In 1965, Luci Baines Johnson had to make a decision that would determine the rest of her life - marry the man she loved or pursue her passion to become a nurse. She was 19 years old, the daughter of President Lyndon Johnson. Georgetown's nursing school did not allow married students, so Luci Baines Johnson decided to leave school, get married and raise a family, a decision that gnawed at her for decades. On Saturday, more than half a century later, Luci Baines Johnson delivered the commencement address at Georgetown School of Nursing and Health Studies and she accepted an honorary doctorate.

She joins us now from her home in Austin, Texas. Welcome and congratulations.

LUCI BAINES JOHNSON: Oh, thank you very much, Ari. I feel a bit like the crystal carriage has turned into a pumpkin this morning.

SHAPIRO: You mean because you're back home after a whirlwind weekend?

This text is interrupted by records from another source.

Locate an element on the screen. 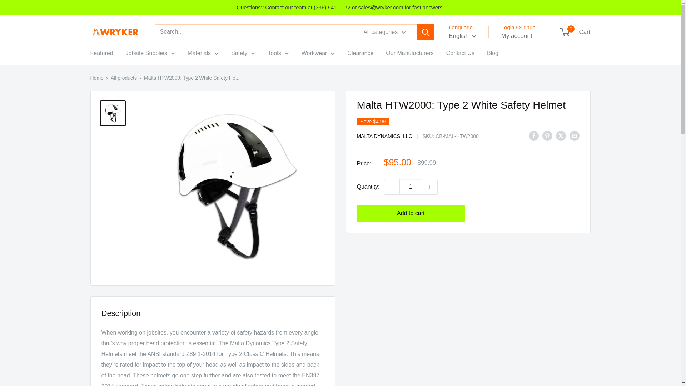  1 is located at coordinates (411, 187).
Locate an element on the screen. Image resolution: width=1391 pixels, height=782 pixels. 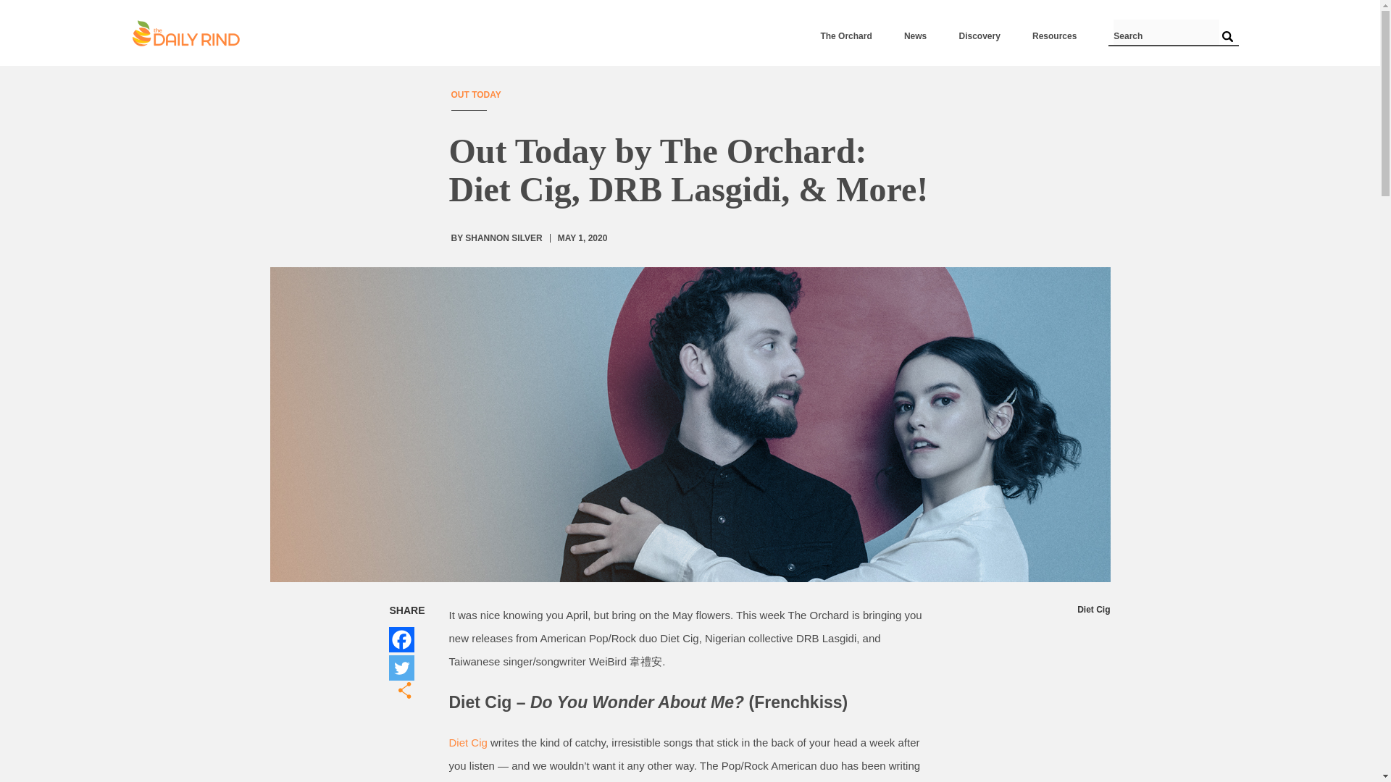
Diet Cig is located at coordinates (468, 743).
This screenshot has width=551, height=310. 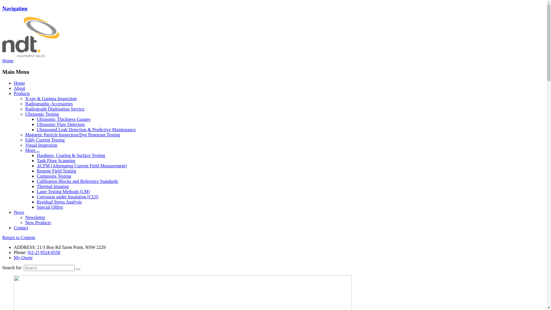 What do you see at coordinates (21, 228) in the screenshot?
I see `Contact` at bounding box center [21, 228].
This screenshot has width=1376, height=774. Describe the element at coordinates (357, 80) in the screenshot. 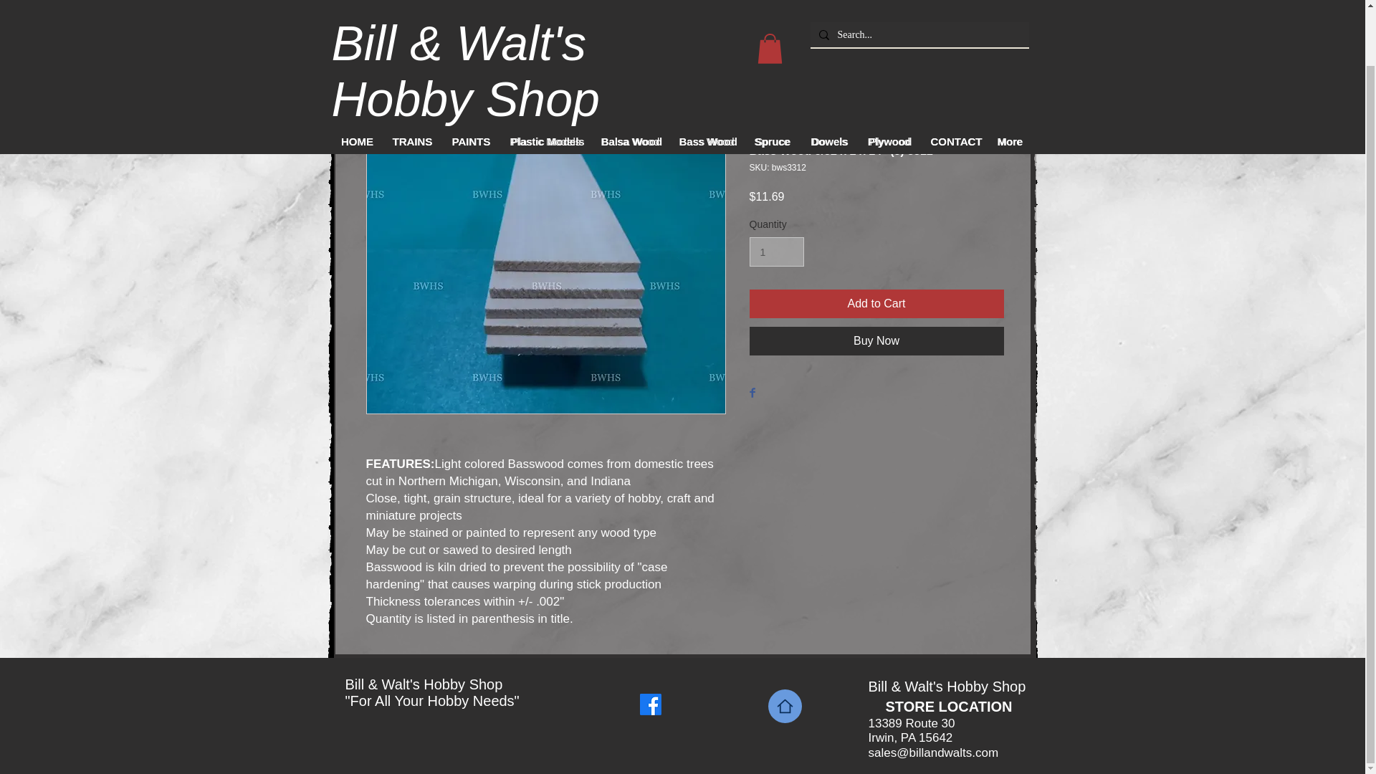

I see `HOME` at that location.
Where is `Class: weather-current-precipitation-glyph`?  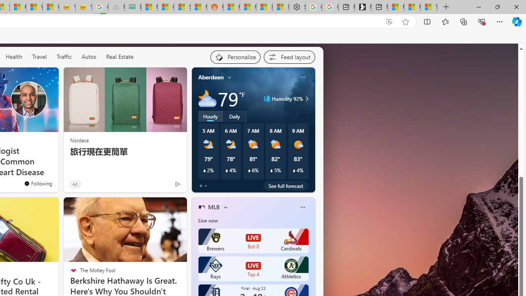 Class: weather-current-precipitation-glyph is located at coordinates (294, 171).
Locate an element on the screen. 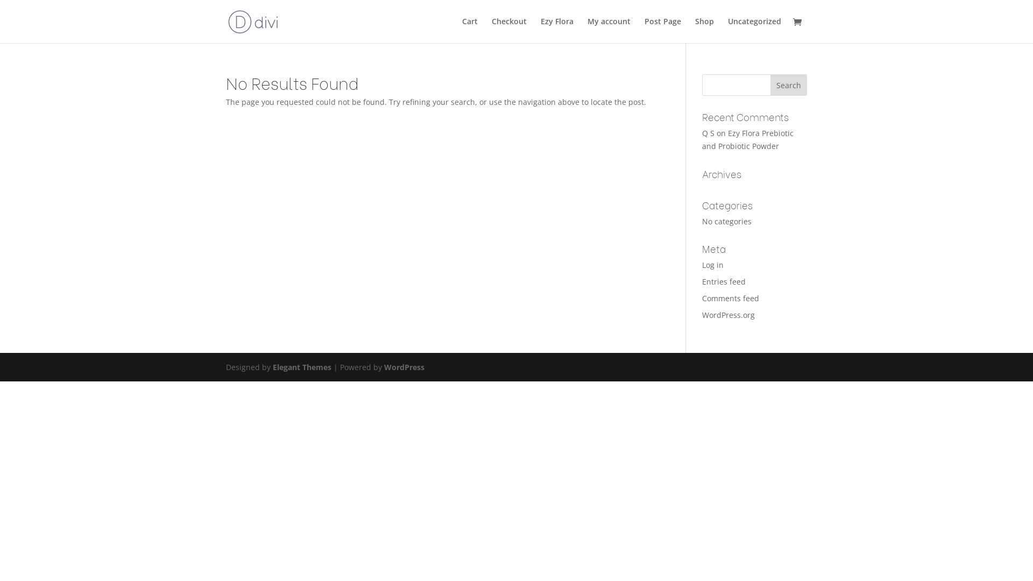 The image size is (1033, 581). WordPress is located at coordinates (405, 367).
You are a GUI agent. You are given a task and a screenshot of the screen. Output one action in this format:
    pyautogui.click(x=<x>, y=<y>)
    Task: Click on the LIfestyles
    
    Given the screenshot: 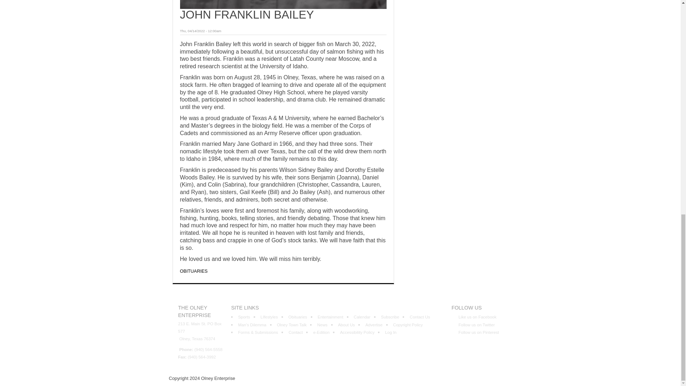 What is the action you would take?
    pyautogui.click(x=269, y=317)
    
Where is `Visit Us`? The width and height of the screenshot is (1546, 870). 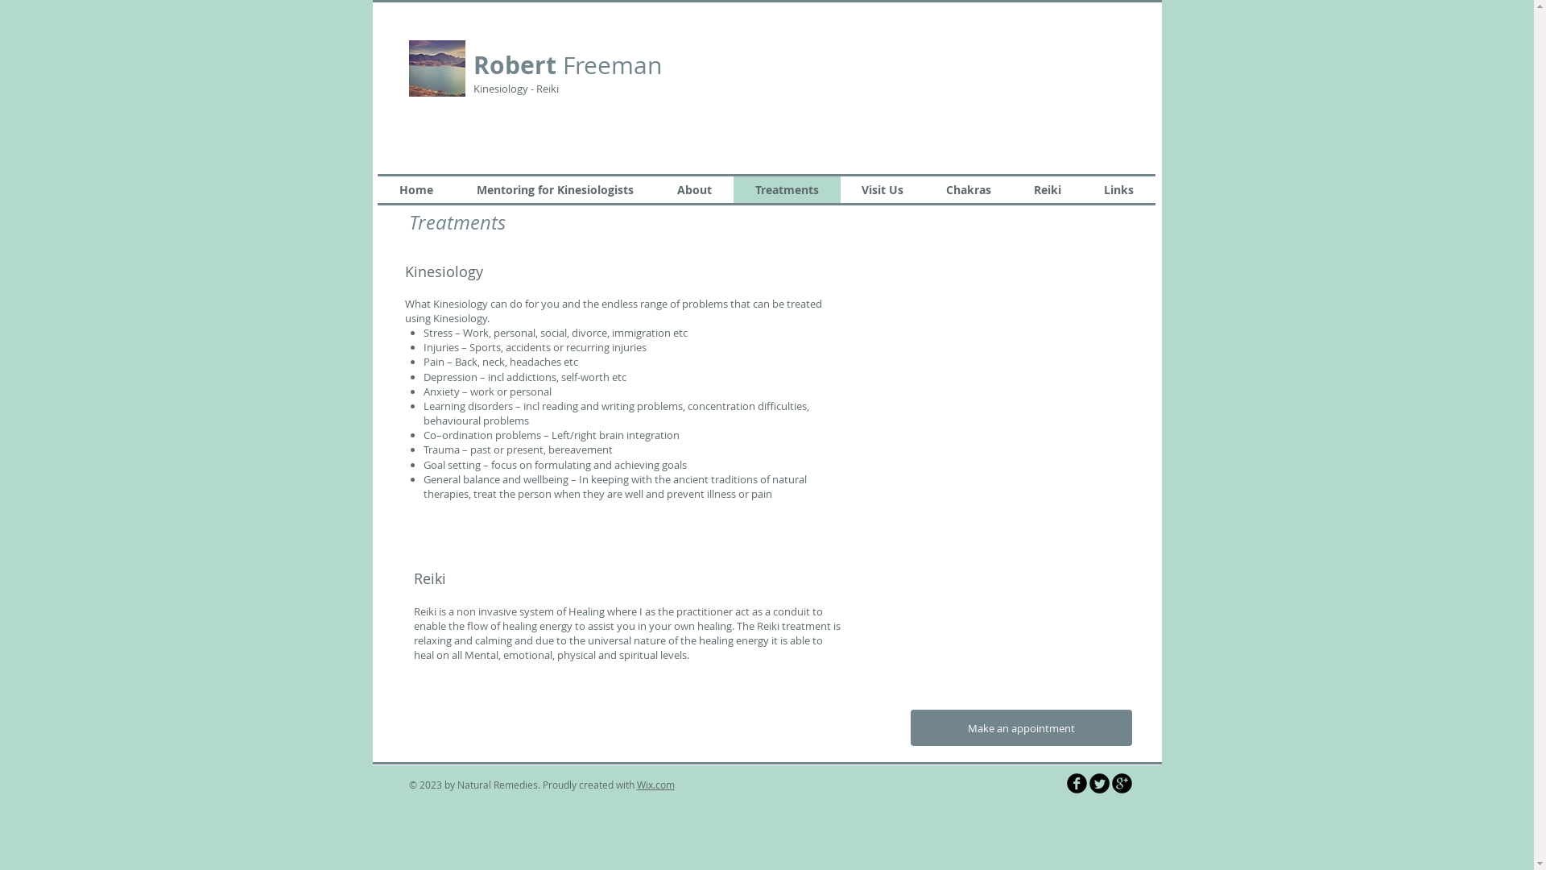
Visit Us is located at coordinates (883, 190).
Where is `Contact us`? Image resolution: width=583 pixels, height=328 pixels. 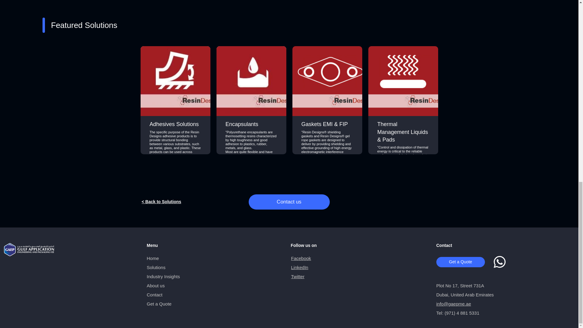
Contact us is located at coordinates (289, 202).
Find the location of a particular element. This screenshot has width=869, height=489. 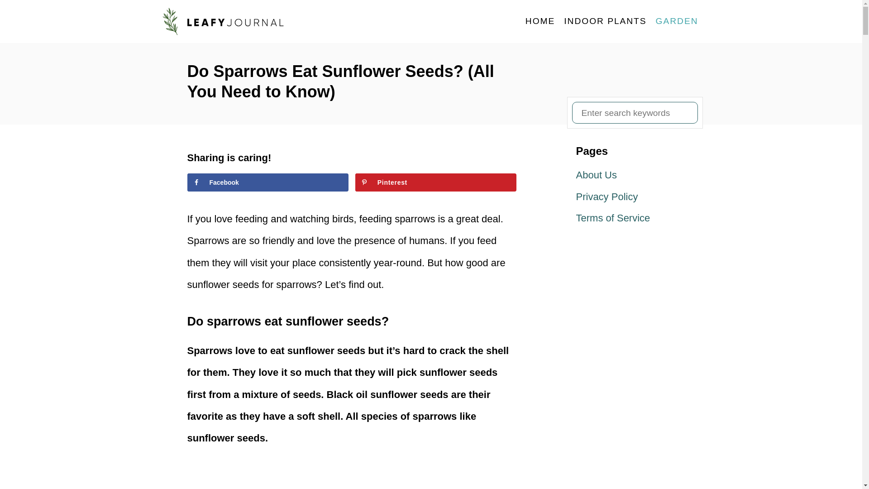

LeafyJournal is located at coordinates (241, 22).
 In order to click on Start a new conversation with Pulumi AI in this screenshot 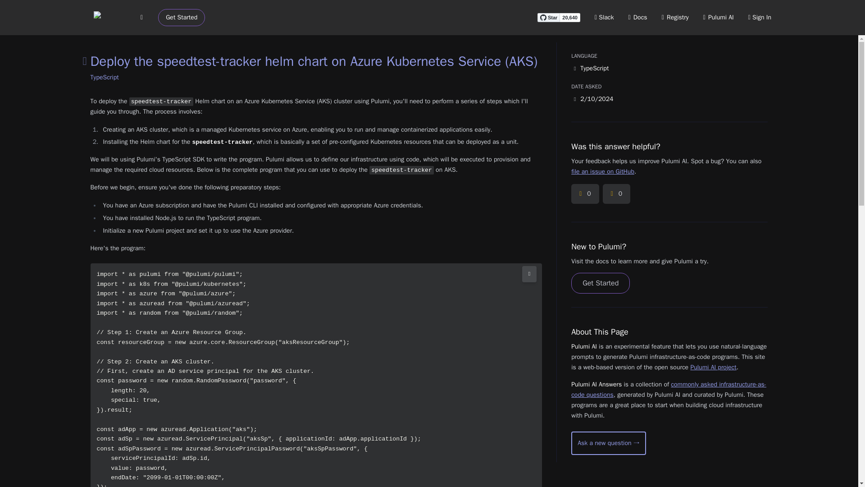, I will do `click(608, 442)`.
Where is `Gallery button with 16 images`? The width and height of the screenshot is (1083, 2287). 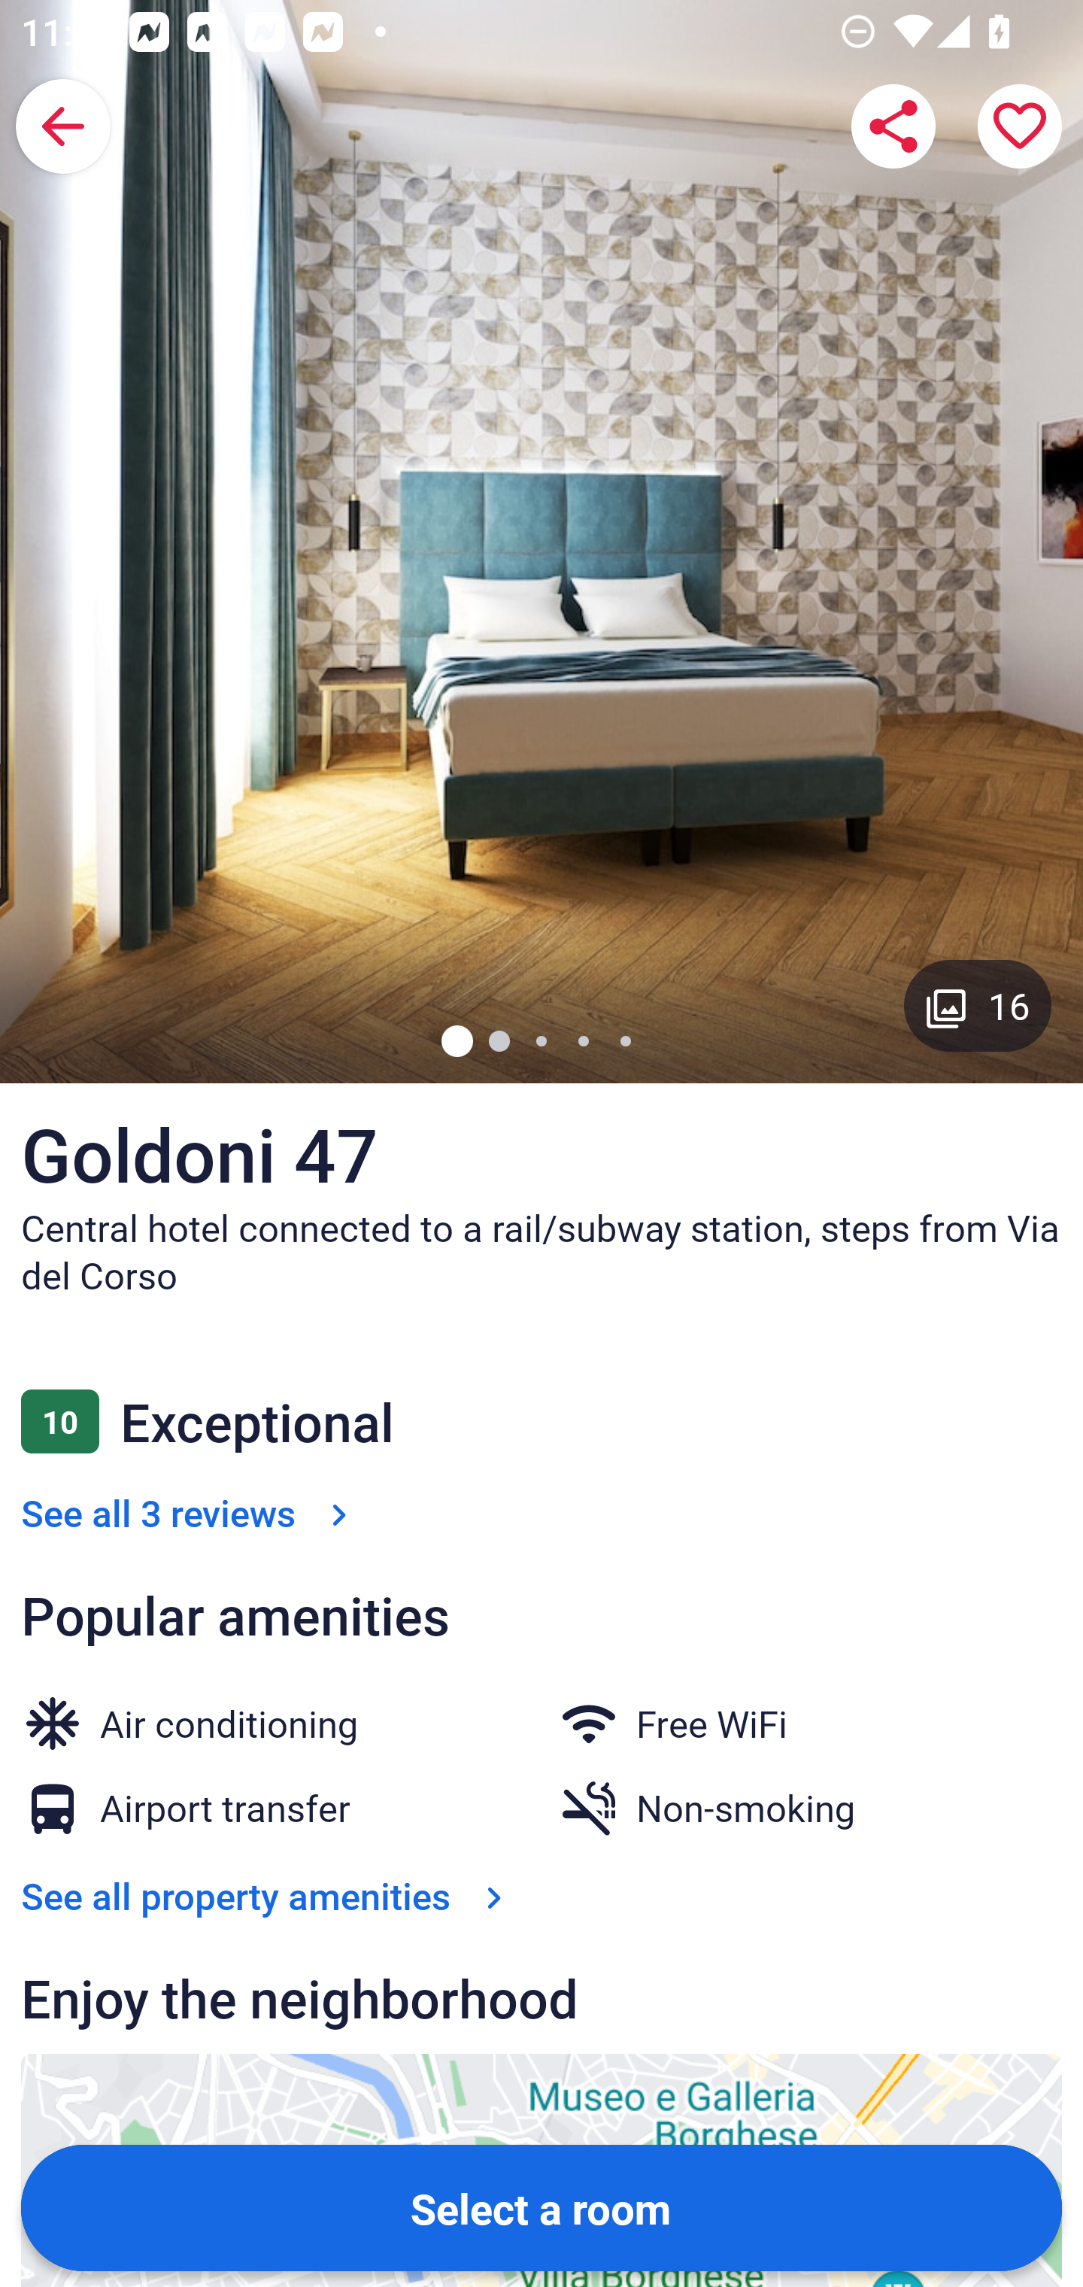 Gallery button with 16 images is located at coordinates (978, 1005).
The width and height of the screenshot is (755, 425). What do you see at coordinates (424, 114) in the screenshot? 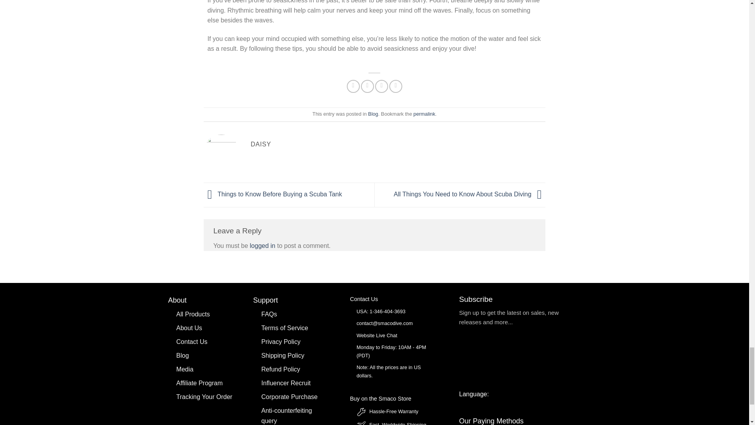
I see `Permalink to Tips to Avoid Seasickness While Scuba Diving` at bounding box center [424, 114].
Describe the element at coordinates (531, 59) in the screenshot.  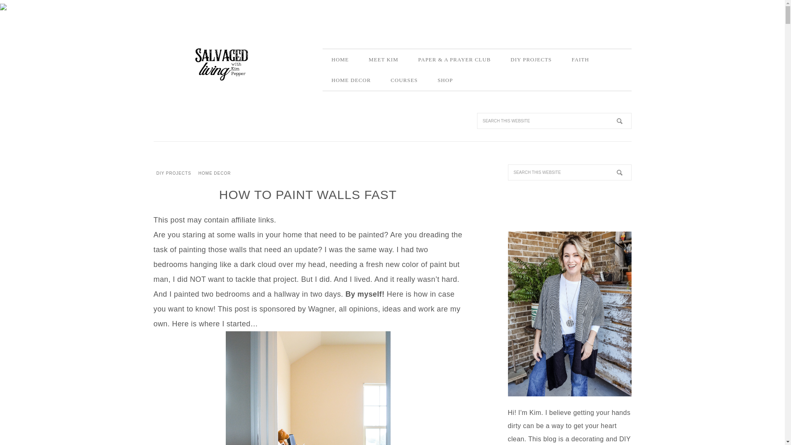
I see `DIY PROJECTS` at that location.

JOHNSON: Oh, because I'm back home with the real world. But for about 72 hours, I lived in magic of the moment.

SHAPIRO: Take us back to the 1960s when you were a nursing student. I understand this was not an unusual rule back then. But why would a school like Georgetown forbid students from being married?

JOHNSON: Well, let's not - this was more the tradition. By and large, I think the sense was that nursing was very much a vocation as well as a profession and to clutter it up with the family responsibilities would be more than they wanted their student body to have to embrace. But they shortly rescinded that rule. But while I was there, the rule was in force.

SHAPIRO: Did any of the students graduating over the weekend reflect to you on the rules that you lived with when you were a student there in the 1960s and how outdated they seemed?

JOHNSON: Well, I think they looked at me very much as a dinosaur. Teasing, they referred to it as the no M days - no marriage, no males. And of course, the times they were changing was a refrain that was very much a part of everybody's musical...

SHAPIRO: Right.

JOHNSON: ...Experience in the '60s. And they were a time of great change. And the whole idea that you getting married would prevent you from continuing nursing, it seems to be very remote, as frankly does the desire to get married early.

SHAPIRO: Could you take us to that moment at Georgetown on Saturday when you heard your name and they conferred the degree, more than 50 years after you had left the nursing program the first time. What did that feel like?

JOHNSON: Well, there certainly were tears in my eyes and a sense of could this really be me? My first words to the graduates were if I looked like a child on Christmas morning, that's because the way I feel. It was a thrilling experience beyond words. I felt a little bit like the prodigal child who left for love and was being welcomed back in love. And it meant the world to me.

SHAPIRO: Well, Luci Baines Johnson, thanks so much for speaking with us today.

JOHNSON: Thank you. It was my joy to share my story.